From the Director

FEBRUARY 1, 2018

PHS steps into the new year

As PHS steps into the new year, I welcome newcomers to the site, and remind our loyal friends to fasten their seat belts—our already busy calendar is bulging with new events and initiatives almost daily.

Our annual Fall symposium, highlighting several of our research partnerships, had the intended effect of fostering new interest and projects around the highlighted partners: Alcoa, Clalit Health Services, Gates (gender norms), the Federal Statistical Research Data Center and Recetox in the Czech Republic (from whom data are forthcoming). What we did not anticipate has been the remarkable spillover onto other projects. Our relationship with Denmark, via the Aarhus colleagues (who returned to campus this January) and the Danish Biobank, has spawned a host of new collaborations. Born in Bradford has submitted an application, with PHS as partner, entitled ActEarly: A city collaboratory approach to early prevention, and has started collecting research ideas.  We are excited to announce Liam Hill, a developmental psychologist from Leeds, will be a visiting scholar with PHS in the late spring to explore collaborations in that space. Once little more than a hope, we stand on the brink of a new relationship with the VA as we explore strategies to assist in the early analysis of the Million Vet Program, as well as a disability project already underway. Final legal agreements on the work plan, as well as a two-day conference in the early winter have teed up the Solano County Health Information Exchange “sandbox” for early exploration, and initial projects have begun. And as if there were not enough, a series of exchanges with government and large foundations has raised the fabulous prospect of a PHS thrust into the health and development space in India.

At the same time, many of our working groups continue developing new programs. The Gene and Environment working group is developing a mini-symposium for the spring around the theme of complex genetics across populations, in collaboration with the Center for Computational, Evolutionary and Human Genetics. The Immigration and Health working group is organizing a broad proposal to study immigration and child health in Santa Clara County. The Work-Life, Retirement, Disability, Aging and Cognitive Decline working group will also be hosting a day-long conference in the spring, centering on the role of the GiG Economy in the evolution of labor markets.

Perhaps most newsworthy is the coalescence of a new working group which we are calling “Diseases of Despair.” In response to a growing portfolio of projects focused on suicide and disability involving the VA and other partners, and accelerated interest in the opioid crisis, we will soon be calling on PHS members across the campus and beyond to encourage very broad, multi-dimensional study of a problem which encompasses perhaps a larger swathe of intellectual territory than any other in modern America: the healthcare system, the economy, our culture, federal and state laws,  governance and inevitably politics. It will likely be a dominant theme for some time to come.

—Mark Cullen, MD, PHS Director

@MarkCullen_PHS

Connect with Us

Stanford faculty, students, trainees and affiliated researchers are invited to join the Center for Population Health Sciences. Members receive access to data sets, funding notices, consultation and collaboration opportunities.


◆ **Work item**:
The answer must be an exact reproduction of the lines from the start of the records below through the line containing "Image is 502x237 pixels.", and nothing more.

Entries taken from a collection
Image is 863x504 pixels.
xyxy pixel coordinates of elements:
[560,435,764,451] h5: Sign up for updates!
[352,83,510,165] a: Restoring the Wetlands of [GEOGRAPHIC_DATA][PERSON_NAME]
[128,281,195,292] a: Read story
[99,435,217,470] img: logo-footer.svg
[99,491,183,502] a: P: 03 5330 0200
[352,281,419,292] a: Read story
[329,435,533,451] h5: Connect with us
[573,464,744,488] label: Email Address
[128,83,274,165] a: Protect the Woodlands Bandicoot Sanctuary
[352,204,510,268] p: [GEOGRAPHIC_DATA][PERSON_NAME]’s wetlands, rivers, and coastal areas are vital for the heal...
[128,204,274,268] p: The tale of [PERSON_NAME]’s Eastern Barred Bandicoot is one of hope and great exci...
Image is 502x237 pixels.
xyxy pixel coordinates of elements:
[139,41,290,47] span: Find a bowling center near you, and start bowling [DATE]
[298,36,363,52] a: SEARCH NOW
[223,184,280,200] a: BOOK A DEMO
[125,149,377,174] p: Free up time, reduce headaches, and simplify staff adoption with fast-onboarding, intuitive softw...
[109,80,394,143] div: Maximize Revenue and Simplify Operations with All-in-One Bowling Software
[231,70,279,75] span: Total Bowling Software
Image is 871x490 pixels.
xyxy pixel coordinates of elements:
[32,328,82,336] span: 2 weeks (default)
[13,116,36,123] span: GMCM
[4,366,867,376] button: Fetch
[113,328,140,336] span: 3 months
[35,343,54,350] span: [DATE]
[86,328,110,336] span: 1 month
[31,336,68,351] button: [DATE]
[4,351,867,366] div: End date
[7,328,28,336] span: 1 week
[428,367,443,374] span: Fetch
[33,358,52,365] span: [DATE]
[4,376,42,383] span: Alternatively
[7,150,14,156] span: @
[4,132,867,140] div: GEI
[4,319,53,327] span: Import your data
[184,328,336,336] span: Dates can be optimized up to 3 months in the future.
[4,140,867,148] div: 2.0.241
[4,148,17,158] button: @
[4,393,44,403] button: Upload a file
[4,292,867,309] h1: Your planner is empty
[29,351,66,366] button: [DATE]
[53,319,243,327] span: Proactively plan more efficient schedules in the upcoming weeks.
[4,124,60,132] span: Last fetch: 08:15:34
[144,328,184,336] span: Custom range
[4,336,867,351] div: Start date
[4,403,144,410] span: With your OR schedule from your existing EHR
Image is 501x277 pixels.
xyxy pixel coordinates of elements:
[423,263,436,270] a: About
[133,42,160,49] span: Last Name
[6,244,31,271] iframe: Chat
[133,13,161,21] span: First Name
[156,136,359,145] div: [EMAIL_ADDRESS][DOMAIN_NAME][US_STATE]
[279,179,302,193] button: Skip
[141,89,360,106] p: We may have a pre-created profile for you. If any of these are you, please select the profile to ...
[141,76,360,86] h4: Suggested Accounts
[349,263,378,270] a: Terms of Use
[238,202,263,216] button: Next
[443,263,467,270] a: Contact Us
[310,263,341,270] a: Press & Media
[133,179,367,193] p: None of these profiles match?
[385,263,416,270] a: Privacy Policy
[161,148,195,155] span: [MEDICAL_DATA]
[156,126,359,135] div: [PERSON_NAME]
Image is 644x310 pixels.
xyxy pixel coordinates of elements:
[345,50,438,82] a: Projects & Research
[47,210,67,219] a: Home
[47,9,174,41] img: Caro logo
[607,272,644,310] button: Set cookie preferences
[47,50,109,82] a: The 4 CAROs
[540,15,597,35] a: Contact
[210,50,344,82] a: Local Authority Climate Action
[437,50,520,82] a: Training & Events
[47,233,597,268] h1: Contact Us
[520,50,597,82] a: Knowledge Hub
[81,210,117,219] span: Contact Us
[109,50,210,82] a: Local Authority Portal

◆ **Solution to this exercise**:
Image is 863x504 pixels.
xyxy pixel coordinates of elements:
[560,435,764,451] h5: Sign up for updates!
[352,83,510,165] a: Restoring the Wetlands of [GEOGRAPHIC_DATA][PERSON_NAME]
[128,281,195,292] a: Read story
[99,435,217,470] img: logo-footer.svg
[99,491,183,502] a: P: 03 5330 0200
[352,281,419,292] a: Read story
[329,435,533,451] h5: Connect with us
[573,464,744,488] label: Email Address
[128,83,274,165] a: Protect the Woodlands Bandicoot Sanctuary
[352,204,510,268] p: [GEOGRAPHIC_DATA][PERSON_NAME]’s wetlands, rivers, and coastal areas are vital for the heal...
[128,204,274,268] p: The tale of [PERSON_NAME]’s Eastern Barred Bandicoot is one of hope and great exci...
Image is 502x237 pixels.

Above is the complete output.